In response to my failure to adequately teach two of my students to rationally assess vaccine risk, SC200 student Rachel Tedesco suggested I do it the South Park way.
Ass Burgers
Get More: SOUTH
PARKStan Marsh,Eric Cartman,more…
In response to my failure to adequately teach two of my students to rationally assess vaccine risk, SC200 student Rachel Tedesco suggested I do it the South Park way.
Ass Burgers
Get More: SOUTH
PARKStan Marsh,Eric Cartman,more…
During the class session with the Dean on the Penn State scandal, one of the students asserted that professors with tenure teach less well.
…not everyone tap dances well, meaning that Penn State appoints faculty for their abilities on a number of different criteria, of which teaching is quite rightly just one. But just a few months back, prompted by an article our local newspaper about the luxury of tenure, my colleague Marcel Salathe and I concluded that the talented could survive without it and indeed, that maybe it would sharpen everyone’s game to be without the tenure safety net. Sure there might be some subjects (economics?) where the protection is necessary so that faculty can investigate the unpopular. But most disciplines don’t need it, surely not ours. And there are PSU Faculty who take it seriously easy once they get tenure.

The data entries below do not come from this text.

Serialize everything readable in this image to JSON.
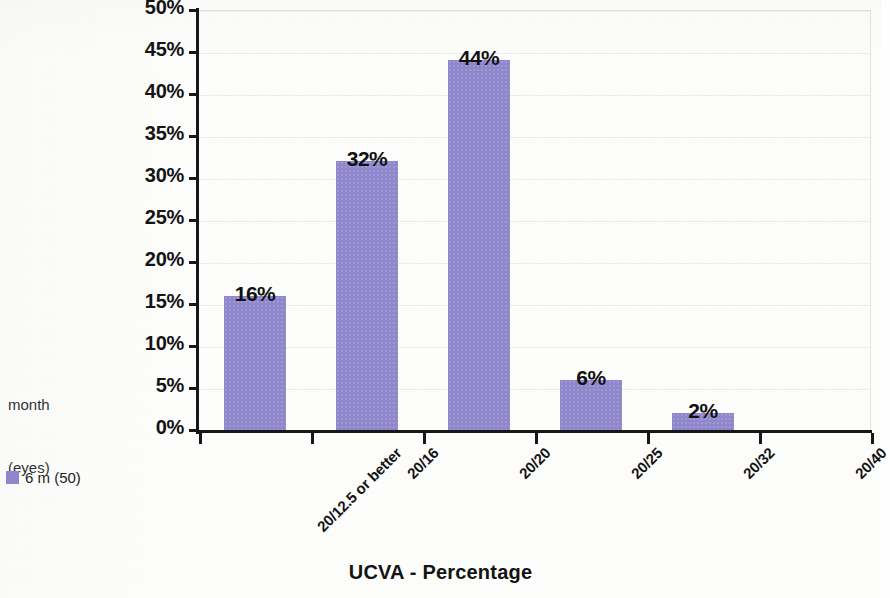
{
  "title": "UCVA - Percentage",
  "axis_caption_line1": "month",
  "axis_caption_line2": "(eyes)",
  "legend": {
    "label": "6 m (50)",
    "swatch_color": "#8f86cc"
  },
  "chart_data": {
    "type": "bar",
    "title": "UCVA - Percentage",
    "xlabel": "",
    "ylabel": "",
    "categories": [
      "20/12.5 or better",
      "20/16",
      "20/20",
      "20/25",
      "20/32",
      "20/40"
    ],
    "series": [
      {
        "name": "6 m (50)",
        "color": "#8f86cc",
        "values": [
          16,
          32,
          44,
          6,
          2,
          0
        ],
        "value_labels": [
          "16%",
          "32%",
          "44%",
          "6%",
          "2%",
          ""
        ]
      }
    ],
    "ylim": [
      0,
      50
    ],
    "ytick_values": [
      0,
      5,
      10,
      15,
      20,
      25,
      30,
      35,
      40,
      45,
      50
    ],
    "ytick_labels": [
      "0%",
      "5%",
      "10%",
      "15%",
      "20%",
      "25%",
      "30%",
      "35%",
      "40%",
      "45%",
      "50%"
    ],
    "grid": true,
    "legend_position": "left-bottom",
    "xtick_rotation": -45
  }
}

By this time in the semester, I can see some interesting things in the class grade book. There are students who are going to fail because they are not blogging. I worry students who do not like writing are disenfrancised by the heavy blogging requirement of this class (40% of final mark). I tried to have lunch with three such students to find out; naturally the two blokes I asked did not show up. But the other student was very interesting. Turns out she is unable to blog because she loves writing. This means, evidently, that it has to be perfect soaring prose, literature for a new age, and on a topic no student has thought to blog about ever before.

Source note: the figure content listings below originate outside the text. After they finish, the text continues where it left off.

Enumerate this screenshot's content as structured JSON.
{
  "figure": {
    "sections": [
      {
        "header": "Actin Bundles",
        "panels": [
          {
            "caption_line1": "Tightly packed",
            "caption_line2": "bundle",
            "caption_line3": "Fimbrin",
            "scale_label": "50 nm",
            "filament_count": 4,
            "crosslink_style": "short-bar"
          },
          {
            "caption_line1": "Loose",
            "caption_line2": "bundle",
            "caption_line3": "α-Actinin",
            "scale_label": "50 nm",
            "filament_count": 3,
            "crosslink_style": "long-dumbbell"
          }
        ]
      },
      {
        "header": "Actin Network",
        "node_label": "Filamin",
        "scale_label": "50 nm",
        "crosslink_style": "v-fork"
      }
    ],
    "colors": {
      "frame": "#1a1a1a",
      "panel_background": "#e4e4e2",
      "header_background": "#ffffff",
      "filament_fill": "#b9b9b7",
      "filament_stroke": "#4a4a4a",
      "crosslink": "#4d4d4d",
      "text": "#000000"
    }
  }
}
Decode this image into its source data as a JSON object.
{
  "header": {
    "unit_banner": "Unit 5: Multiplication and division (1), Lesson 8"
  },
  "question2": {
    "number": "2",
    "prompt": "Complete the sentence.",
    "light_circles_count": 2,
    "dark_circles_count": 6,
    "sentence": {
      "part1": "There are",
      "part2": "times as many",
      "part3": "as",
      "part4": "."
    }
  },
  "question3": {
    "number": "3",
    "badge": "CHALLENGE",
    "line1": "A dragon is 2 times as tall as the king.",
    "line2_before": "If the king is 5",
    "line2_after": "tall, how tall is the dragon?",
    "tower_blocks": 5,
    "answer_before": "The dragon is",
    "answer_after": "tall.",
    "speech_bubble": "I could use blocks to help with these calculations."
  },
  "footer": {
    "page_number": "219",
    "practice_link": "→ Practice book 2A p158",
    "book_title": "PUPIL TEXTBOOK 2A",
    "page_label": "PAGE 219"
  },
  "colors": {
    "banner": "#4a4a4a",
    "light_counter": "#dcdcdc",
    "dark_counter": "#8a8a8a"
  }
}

The Dean of the Eberly College of Science, Dan Larson, was supposed to be talking to the class today about the Universe. We decided over the weekend that it would be more appropriate given current events if he talked to the students about what has just transpired at Penn State.
Teaching students has its challenges. But this?

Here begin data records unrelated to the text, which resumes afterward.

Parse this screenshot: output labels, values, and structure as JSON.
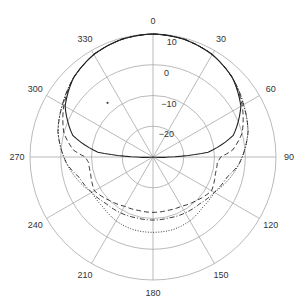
{
  "chart_data": {
    "type": "polar",
    "title": "",
    "angle_unit": "deg",
    "angle_direction": "clockwise",
    "zero_location": "top",
    "angle_ticks": [
      0,
      30,
      60,
      90,
      120,
      150,
      180,
      210,
      240,
      270,
      300,
      330
    ],
    "angle_tick_labels": [
      "0",
      "30",
      "60",
      "90",
      "120",
      "150",
      "180",
      "210",
      "240",
      "270",
      "300",
      "330"
    ],
    "radial_ticks": [
      -20,
      -10,
      0,
      10
    ],
    "radial_tick_labels": [
      "-20",
      "-10",
      "0",
      "10"
    ],
    "rlim": [
      -30,
      10
    ],
    "radial_label_angle": 5,
    "grid": true,
    "legend": null,
    "series": [
      {
        "name": "solid",
        "style": "solid",
        "angles": [
          0,
          15,
          30,
          45,
          60,
          75,
          85,
          90,
          95,
          105,
          120,
          135,
          150,
          165,
          180,
          195,
          210,
          225,
          240,
          255,
          265,
          270,
          275,
          285,
          300,
          315,
          330,
          345,
          360
        ],
        "values": [
          10,
          9.6,
          8.5,
          6.5,
          3,
          -3,
          -12,
          -25,
          -29,
          -30,
          -30,
          -30,
          -30,
          -30,
          -30,
          -30,
          -30,
          -30,
          -30,
          -30,
          -29,
          -25,
          -12,
          -3,
          3,
          6.5,
          8.5,
          9.6,
          10
        ]
      },
      {
        "name": "dashed",
        "style": "dashed",
        "angles": [
          0,
          15,
          30,
          45,
          60,
          75,
          85,
          90,
          95,
          105,
          120,
          135,
          150,
          165,
          180,
          195,
          210,
          225,
          240,
          255,
          265,
          270,
          275,
          285,
          300,
          315,
          330,
          345,
          360
        ],
        "values": [
          10,
          9.6,
          8.5,
          6.5,
          3.5,
          0,
          -4,
          -8,
          -9,
          -9,
          -8,
          -10,
          -11.5,
          -12,
          -12,
          -12,
          -11.5,
          -10,
          -8,
          -9,
          -9,
          -8,
          -4,
          0,
          3.5,
          6.5,
          8.5,
          9.6,
          10
        ]
      },
      {
        "name": "dash-dot",
        "style": "dashdot",
        "angles": [
          0,
          15,
          30,
          45,
          60,
          75,
          85,
          90,
          95,
          105,
          120,
          135,
          150,
          165,
          180,
          195,
          210,
          225,
          240,
          255,
          265,
          270,
          275,
          285,
          300,
          315,
          330,
          345,
          360
        ],
        "values": [
          10,
          9.6,
          8.5,
          6.5,
          4,
          2,
          0,
          -1,
          -2,
          -5,
          -7,
          -8.5,
          -9,
          -9.5,
          -9.5,
          -9.5,
          -9,
          -8.5,
          -7,
          -5,
          -2,
          -1,
          0,
          2,
          4,
          6.5,
          8.5,
          9.6,
          10
        ]
      },
      {
        "name": "dotted",
        "style": "dotted",
        "angles": [
          0,
          15,
          30,
          45,
          60,
          75,
          85,
          90,
          95,
          105,
          120,
          135,
          150,
          165,
          180,
          195,
          210,
          225,
          240,
          255,
          265,
          270,
          275,
          285,
          300,
          315,
          330,
          345,
          360
        ],
        "values": [
          10,
          9.6,
          8.5,
          6.5,
          4,
          2,
          0,
          -1,
          -2,
          -4,
          -7,
          -7,
          -6,
          -5.5,
          -5.5,
          -5.5,
          -6,
          -7,
          -7,
          -4,
          -2,
          -1,
          0,
          2,
          4,
          6.5,
          8.5,
          9.6,
          10
        ]
      }
    ],
    "annotations": [
      {
        "type": "dot",
        "angle": 320,
        "value": -7
      }
    ]
  },
  "colors": {
    "grid": "#a8a8a8",
    "axis_text": "#333333",
    "series": "#222222"
  }
}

From a beautiful article in this week’s Time magazine from Fareed Zakaria, one of Time‘s many great journalists (italics mine):
“I went through the Asian educational system, which is now so admired. It gave me an impressive base of knowledge and taught me how to study hard and fast. But when I got to the U.S. for college, I found that it had not trained me that well to think. American education at its best teaches you how to solve problems, truly understand the material, question authority, think for yourself and be creative. It teaches you to learn what you love and to love learning. These are incredibly important values, and they are why the U.S. has been able to maintain an edge in creative industries and innovation in general.“
Sometimes I wonder if I am the wrong guy for this job.
First revision session today on Class Test 3. Three students pointed out an error in Question #20. It was a very inspired question, but not with ‘ulcer’ accidentally replacing ‘cancer’. That rather dramatically changed the meaning of the question. Which might explain why only a minority of students divined that I meant ‘cancer’, and 75% of the students chose the answer that made sense if you read ‘ulcer’. So three opinionated students get the 5% extra credit that goes with finding a mistake in one of my tests. And memo to other students: this is a strong argument for bitching at me if you have a good case.
Guest instructor Faye Flam, a science writer from the Philadelphia Inquirer and professional blogger, talked in class Tuesday about how one of my students was misled by a superficially reliable source. The student post itself, the subsequent comments and then the class discussion prompted Faye to write it all down.